The latest scandal involving Punjab National Bank (PNB) and jeweller Nirav Modi is the newest symptom of an old malady—the government owning and running banks in India. PNB is not the first public sector bank (PSB) to lend into a hole, and it certainly won’t be the last.
Though there are multiple failures when the hole in the wallet is as large as Rs11,000 crore, almost all these failures can be linked to the fundamental problem of the government owning banks. PSBs are not run like private businesses, which have a residual claimant who either profits or bears the losses. There is no residual claimant in a PSB and the competition in the marketplace becomes irrelevant when there is a soft budget constraint because of the implicit sovereign guarantee. This leads to three specific incentive problems.
The first incentive problem is that employees of PSBs are rarely promoted based on performance, or fired for non-performance. In a world where future prospects are based on seniority and age instead of merit, there is little incentive to make good decisions. In a privately run bank, mispricing loans would lead to losing one’s job, and taking sensible and calculated risks would lead to praise, bonuses and promotions. Both the stick and the carrot are missing in PSBs. The result is a culture where employee interests and actions are not aligned with the bottom line. The PNB management has pinned the entire blame on two employees, a deputy manager and his subordinate. If true, this raises many questions. How many employees were asleep at the wheel for a fraud of such magnitude to unfold over six years? Who hired the concurrent auditors for this bank branch, and who were these auditors, and what were they doing?
Second, the management at PSBs has little incentive to implement systems that flag and prevent fraudulent actions by employees. The management is never rewarded for its profitability or replaced when the bank incurs losses. They are selected and appointed by a group of mostly partisan non-bankers through the department of financial services. Management positions in PSBs are also not paid comparably to private sector positions. Is it any surprise that these relatively poorly paid bureaucrats with no incentive failed to install a system of checks and balances?
For instance, an integrated banking system makes it easier to detect fraudulent transactions or when employees overstep their lending parameters. PNB, it seems, did not adopt the new and sophisticated core banking systems that maintain details of daily banking transactions and update accounts and financial records. A fraud that began in 2011 was only reported in January 2018. Even basic checks, like linking the SWIFT system to the existing PNB system, are missing. It is rumoured that an updated core integrated system was sanctioned for PNB in 2002, but it has still not been implemented. Investors and taxpayers may have lost Rs11,000 crore because PNB management didn’t think to buy the latest software.
Private banks in India have updated to core integrated banking systems that can detect transactional discrepancies. They have several checks and balances, especially for large transactions that are signed off by a few employees in sensitive positions, and have prudent practices for pricing loans for risky businesses, and lending to large borrowers. And none of this is a secret. Indian technology companies consult in India and the world over to build software solutions for banking systems. Only PSBs are slow to adopt these platforms. Private banks have an incentive to be careful while lending their money since they are directly accountable to depositors, owners and shareholders. PSBs, on the other hand, are spending taxpayers’ money—a limitless resource to cover all mistakes.
The third problem is the incentive for the custodians of PSBs—the politicians in power. These banking scandals almost always involve PSBs for an important reason. Politicians have an immense resource at their disposal—the ability to arrange cheap credit for risky businesses in exchange for campaign finance. They leverage this resource and pass the bill to the taxpayers. Hard and soft political pressure is applied to instruct bank management to accommodate well-connected businessmen. It is no surprise that politically connected conmen like Nirav Modi approach PSBs. Private banks are much too careful to lend to such poor and risky businesses. But even PSBs with honest employees may have no choice but to follow the orders issued at the top. One should expect many more Nirav Modis to come out of the woodwork. While a fraud of this magnitude is an outlier, PSBs are a mess because of the smaller bad loans issued to many politically connected businessmen.
These problems cannot be solved by regulation or reform or recapitalization. The only way to prevent this in the future is for the government to sell PSBs and exit the banking business. When faced with crisis, Prime Minister Narendra Modi tends to point fingers at past governments. Here, he has a clear target—Indira Gandhi and her colossal mistake in nationalizing the 14 largest banks in 1969 and creating a soft budget constraint for banks. Post-nationalization, the once formidable banks have been run down into a mess where a businessman and two employees can swindle Rs11,000 crore. Today, all 21 PSBs put together have a market capitalization that is less than that of HDFC, India’s largest private bank.
This is a good time for the government to blame Gandhi’s excesses for the mess, and reverse the bank nationalization policy by selling the government stake in PSBs and exiting the banking business.
Shruti Rajagopalan is an assistant professor of economics at Purchase College, State University of New York, and a fellow at the Classical Liberal Institute, New York University School of Law.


- _WHAT THE TASK REQUIRES_: From the listing below, copy every line with the word "this".

____ ENTRIES SUPPLIED

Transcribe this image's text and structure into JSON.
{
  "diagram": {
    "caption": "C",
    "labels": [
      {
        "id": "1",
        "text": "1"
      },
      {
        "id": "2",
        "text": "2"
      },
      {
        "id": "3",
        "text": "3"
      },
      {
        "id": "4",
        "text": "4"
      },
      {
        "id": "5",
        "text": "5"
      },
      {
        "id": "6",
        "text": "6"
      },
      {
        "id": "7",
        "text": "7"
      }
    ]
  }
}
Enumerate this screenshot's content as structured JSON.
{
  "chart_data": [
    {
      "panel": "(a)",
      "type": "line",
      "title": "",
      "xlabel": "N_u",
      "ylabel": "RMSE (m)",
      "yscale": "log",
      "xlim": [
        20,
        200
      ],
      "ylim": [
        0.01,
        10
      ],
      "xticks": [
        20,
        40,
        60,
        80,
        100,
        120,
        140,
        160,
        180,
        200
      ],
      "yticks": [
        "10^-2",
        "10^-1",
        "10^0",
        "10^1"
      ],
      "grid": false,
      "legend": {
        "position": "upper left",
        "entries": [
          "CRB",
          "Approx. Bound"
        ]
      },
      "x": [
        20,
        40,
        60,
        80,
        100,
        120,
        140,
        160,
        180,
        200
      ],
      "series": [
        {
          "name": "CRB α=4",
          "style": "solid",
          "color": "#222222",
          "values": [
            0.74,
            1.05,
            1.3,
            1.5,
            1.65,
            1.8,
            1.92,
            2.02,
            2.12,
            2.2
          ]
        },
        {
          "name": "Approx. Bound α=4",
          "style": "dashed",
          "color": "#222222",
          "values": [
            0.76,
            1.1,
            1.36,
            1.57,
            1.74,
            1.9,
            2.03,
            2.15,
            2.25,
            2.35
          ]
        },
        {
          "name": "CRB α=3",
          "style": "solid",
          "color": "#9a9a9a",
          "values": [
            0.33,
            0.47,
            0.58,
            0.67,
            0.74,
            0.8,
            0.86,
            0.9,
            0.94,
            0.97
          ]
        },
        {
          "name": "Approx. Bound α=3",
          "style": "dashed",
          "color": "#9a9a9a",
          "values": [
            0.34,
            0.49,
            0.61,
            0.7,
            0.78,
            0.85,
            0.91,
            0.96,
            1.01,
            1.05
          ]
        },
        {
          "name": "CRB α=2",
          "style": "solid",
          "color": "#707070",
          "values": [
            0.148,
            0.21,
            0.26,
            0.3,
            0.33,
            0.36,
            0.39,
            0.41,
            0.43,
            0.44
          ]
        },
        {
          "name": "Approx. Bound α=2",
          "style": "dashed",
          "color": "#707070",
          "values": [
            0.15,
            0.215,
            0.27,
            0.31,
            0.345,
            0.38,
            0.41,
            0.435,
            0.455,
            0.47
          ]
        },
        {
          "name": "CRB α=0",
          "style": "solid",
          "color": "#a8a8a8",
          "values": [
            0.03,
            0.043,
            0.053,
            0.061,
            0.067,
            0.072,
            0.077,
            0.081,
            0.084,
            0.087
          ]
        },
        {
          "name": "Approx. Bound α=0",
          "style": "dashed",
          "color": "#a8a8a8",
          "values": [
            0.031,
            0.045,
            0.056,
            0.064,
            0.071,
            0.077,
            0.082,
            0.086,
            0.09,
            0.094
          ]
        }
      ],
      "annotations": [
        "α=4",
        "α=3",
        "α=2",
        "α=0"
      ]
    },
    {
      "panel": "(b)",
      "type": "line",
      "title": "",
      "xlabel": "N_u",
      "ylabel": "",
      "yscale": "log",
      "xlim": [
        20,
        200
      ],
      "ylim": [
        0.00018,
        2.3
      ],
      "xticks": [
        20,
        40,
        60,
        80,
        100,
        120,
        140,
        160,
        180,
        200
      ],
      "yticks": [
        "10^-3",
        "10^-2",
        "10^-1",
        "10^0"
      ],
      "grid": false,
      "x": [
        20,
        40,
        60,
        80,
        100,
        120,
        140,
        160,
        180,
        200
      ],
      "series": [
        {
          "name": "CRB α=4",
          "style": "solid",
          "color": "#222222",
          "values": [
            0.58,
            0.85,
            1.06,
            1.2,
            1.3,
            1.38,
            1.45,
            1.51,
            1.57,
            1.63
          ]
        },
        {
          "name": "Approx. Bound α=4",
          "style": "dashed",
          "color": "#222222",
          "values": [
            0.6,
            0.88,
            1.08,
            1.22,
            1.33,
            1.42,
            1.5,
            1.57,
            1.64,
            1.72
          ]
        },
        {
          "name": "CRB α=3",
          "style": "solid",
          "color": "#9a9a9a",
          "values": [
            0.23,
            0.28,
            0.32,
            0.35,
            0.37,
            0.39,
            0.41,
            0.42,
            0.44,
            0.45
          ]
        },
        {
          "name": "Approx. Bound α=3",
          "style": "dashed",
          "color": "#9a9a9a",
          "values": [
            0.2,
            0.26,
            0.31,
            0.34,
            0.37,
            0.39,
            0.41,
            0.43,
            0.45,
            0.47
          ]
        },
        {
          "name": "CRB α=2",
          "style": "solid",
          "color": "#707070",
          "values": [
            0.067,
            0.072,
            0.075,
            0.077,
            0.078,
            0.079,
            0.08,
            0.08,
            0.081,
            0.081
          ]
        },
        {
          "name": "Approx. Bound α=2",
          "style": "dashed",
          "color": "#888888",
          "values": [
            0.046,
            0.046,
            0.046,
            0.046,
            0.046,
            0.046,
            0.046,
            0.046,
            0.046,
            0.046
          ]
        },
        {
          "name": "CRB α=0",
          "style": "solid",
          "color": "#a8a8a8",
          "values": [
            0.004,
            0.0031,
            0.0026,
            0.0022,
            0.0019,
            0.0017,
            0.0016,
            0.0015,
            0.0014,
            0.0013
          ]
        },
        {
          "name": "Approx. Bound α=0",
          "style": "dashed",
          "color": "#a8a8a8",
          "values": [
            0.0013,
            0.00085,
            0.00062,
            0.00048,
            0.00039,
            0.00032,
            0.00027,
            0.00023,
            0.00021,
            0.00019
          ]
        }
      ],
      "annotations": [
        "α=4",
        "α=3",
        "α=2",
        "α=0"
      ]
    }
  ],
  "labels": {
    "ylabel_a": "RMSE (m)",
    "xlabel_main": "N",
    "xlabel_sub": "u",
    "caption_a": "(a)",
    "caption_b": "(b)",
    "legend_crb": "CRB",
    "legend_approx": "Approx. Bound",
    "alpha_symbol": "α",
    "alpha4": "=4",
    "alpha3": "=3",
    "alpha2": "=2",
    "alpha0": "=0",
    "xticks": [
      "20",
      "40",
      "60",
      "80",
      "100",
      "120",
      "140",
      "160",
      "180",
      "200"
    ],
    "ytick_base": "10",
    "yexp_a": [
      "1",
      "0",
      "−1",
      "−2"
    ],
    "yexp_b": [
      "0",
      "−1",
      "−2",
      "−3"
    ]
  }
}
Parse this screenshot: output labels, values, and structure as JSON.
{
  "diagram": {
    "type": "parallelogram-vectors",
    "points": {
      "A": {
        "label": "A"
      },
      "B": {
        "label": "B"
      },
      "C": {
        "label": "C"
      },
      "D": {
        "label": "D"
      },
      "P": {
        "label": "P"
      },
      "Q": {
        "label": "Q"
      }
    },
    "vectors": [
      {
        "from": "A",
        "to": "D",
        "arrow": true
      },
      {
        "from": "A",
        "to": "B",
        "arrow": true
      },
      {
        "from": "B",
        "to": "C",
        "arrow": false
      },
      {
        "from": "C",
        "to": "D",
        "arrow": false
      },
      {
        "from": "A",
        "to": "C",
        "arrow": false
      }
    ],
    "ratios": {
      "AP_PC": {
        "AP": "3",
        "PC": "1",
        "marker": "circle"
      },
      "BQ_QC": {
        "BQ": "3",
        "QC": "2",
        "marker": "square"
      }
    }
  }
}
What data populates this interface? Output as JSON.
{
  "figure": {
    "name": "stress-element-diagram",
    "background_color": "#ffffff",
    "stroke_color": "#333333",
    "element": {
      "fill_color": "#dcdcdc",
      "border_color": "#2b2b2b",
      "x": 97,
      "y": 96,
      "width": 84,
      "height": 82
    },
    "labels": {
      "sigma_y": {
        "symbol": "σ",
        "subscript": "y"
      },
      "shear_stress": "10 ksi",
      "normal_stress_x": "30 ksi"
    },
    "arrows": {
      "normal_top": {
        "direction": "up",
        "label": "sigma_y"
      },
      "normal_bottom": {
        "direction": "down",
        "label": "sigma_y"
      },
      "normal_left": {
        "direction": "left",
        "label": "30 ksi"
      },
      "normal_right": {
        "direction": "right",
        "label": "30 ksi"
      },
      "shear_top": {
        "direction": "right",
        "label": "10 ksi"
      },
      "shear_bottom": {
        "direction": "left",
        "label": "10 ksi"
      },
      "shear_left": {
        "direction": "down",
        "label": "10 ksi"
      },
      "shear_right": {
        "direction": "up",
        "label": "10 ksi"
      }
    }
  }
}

________
____ ENTRIES SUPPLIED

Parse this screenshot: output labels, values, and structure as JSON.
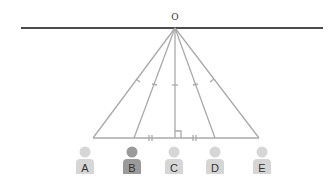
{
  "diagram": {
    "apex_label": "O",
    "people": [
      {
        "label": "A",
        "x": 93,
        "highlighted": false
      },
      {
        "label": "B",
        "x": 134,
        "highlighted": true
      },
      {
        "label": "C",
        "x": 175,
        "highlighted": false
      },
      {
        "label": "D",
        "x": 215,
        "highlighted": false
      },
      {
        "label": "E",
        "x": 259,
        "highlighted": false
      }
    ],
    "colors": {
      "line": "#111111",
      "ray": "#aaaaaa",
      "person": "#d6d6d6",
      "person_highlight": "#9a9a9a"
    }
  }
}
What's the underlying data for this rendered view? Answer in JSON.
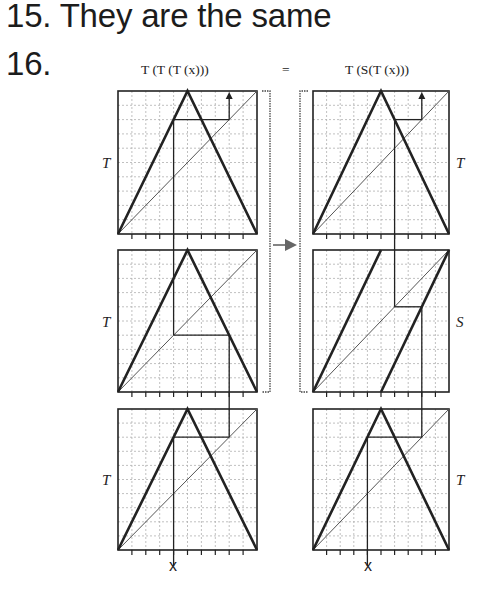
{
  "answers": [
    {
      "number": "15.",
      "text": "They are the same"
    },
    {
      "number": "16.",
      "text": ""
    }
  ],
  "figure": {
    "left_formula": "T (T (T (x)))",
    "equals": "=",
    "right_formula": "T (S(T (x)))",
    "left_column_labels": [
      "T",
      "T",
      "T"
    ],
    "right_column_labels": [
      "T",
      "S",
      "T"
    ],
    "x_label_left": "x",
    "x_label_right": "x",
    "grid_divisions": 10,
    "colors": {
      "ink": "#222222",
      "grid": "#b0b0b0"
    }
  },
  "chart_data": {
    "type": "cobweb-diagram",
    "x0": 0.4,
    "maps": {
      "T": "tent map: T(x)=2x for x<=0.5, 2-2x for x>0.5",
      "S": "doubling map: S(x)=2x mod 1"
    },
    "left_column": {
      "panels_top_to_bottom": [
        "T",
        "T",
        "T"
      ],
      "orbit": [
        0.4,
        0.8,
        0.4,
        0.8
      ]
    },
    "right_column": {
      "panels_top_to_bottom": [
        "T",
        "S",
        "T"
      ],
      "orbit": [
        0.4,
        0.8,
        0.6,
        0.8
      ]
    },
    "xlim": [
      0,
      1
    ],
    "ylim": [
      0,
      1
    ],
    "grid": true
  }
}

________

- _TASK SOLUTION_:
Transcribe this image's text and structure into JSON.
Enumerate this screenshot's content as structured JSON.
Parse this screenshot: output labels, values, and structure as JSON.
What data populates this interface? Output as JSON.
Parse this screenshot: output labels, values, and structure as JSON.
What's the underlying data for this rendered view? Answer in JSON.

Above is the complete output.